An oil import tax makes sense

With prices at the gasoline pump falling sharply in many parts of the United States, and with continuing disarray among OPEC oil producers, it is imperative that the Reagan administration - and the American people - not again be lulled into apathy about the nation's future energy supplies. Indeed, the oil-producing nations could yet resolve their differences and come up with a unified price for oil. And as the events of the last decade have shown, an unforeseen political development in the Mideast - as when Iran slashed its production in the late 1970s - could again raise the possibility of dwindling oil stocks.

In this connection, it is encouraging that some lawmakers on both sides of the political aisle are concerned enough about the issue of future oil supplies and protecting conservation efforts to be considering a new tax on imported oil. Can such a tax be justified, given the need of consumers to have as much disposable income as possible to help spur the economic recovery? In part that question has already been answered by the Reagan administration, which has included a $5-a-barrel oil tax as part of its ''contingency'' tax plan that would go into effect in 1985 if federal deficits have not been brought down to acceptable levels by that time. Although the contingency tax proposal is not given much chance for enactment, the idea of the oil tax ought not to be dismissed out of hand by lawmakers. In fact, with prices falling, this is a propitious moment for imposing such a measure for it would not be greatly felt by consumers. The point is that a limited import tax, as favored by Republican Senator Domenici, head of the Senate Budget Committee, could help offset those bulging deficits and protect conservation gains already realized.

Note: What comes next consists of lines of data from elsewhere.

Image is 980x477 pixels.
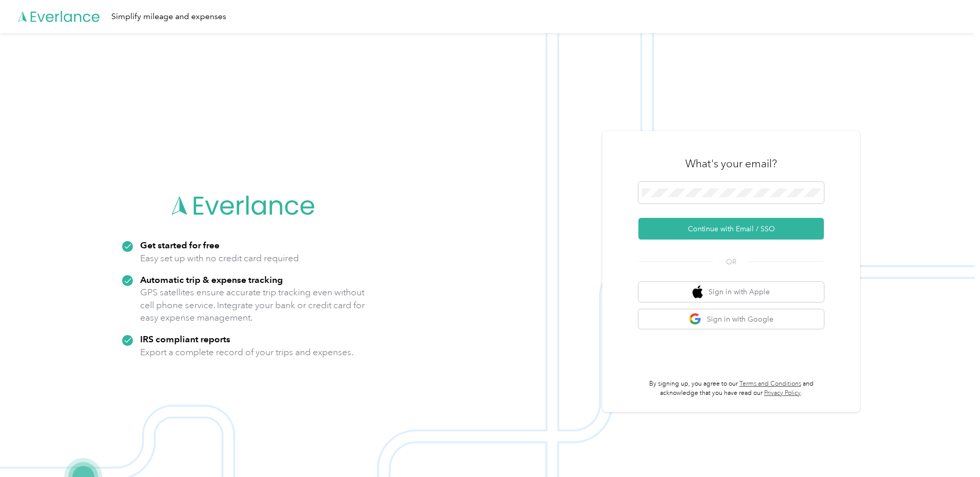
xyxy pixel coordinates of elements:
strong: Get started for free [140,240,219,250]
iframe: Everlance-gr Chat Button Frame [922,419,980,477]
h3: What's your email? [685,156,777,171]
p: Export a complete record of your trips and expenses. [140,345,354,358]
strong: IRS compliant reports [140,333,230,344]
button: google logoSign in with Google [638,309,824,329]
button: Continue with Email / SSO [638,218,824,240]
span: OR [713,257,749,267]
a: Terms and Conditions [739,380,802,387]
a: Privacy Policy [764,389,801,397]
div: Simplify mileage and expenses [111,11,227,23]
p: Easy set up with no credit card required [140,252,299,264]
p: By signing up, you agree to our and acknowledge that you have read our . [638,379,824,397]
p: GPS satellites ensure accurate trip tracking even without cell phone service. Integrate your bank... [140,286,366,324]
img: apple logo [692,285,703,298]
strong: Automatic trip & expense tracking [140,274,283,285]
button: apple logoSign in with Apple [638,282,824,302]
img: google logo [689,313,702,326]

Naturally safeguards would have to be written into the legislation to terminate, or lower, such an import fee if oil prices were suddenly to cease dropping or, for whatever reasons, began inching upward again.

Meanwhile, there is one other aspect to the oil issue that deserves comment. It involves the Strategic Petroleum Reserve, which was set up back in 1975 to protect the nation against future oil shocks. After prodding by Congress, the Reagan administration moved with commendable dispatch to fill the reserve. By the end of this year close to half the storage in the reserves will have been filled.

But now, despite declining prices, the administration is seeking to slow construction of new storage space and substantially reduce purchases. Putting aside all the political factors involved - such as not wishing to offend Saudi Arabia, which has opposed the reserve - what happened to plain old-fashioned business sense? Obviously the time to buy is when prices are dropping and supply is ample. The administration ought to press ahead and fill the reserve as expeditiously as possible.

Americans who waited in long lines at the gas pumps back in the early 1970s and again at the end of that decade, should know better than to engage in wishful thinking about oil.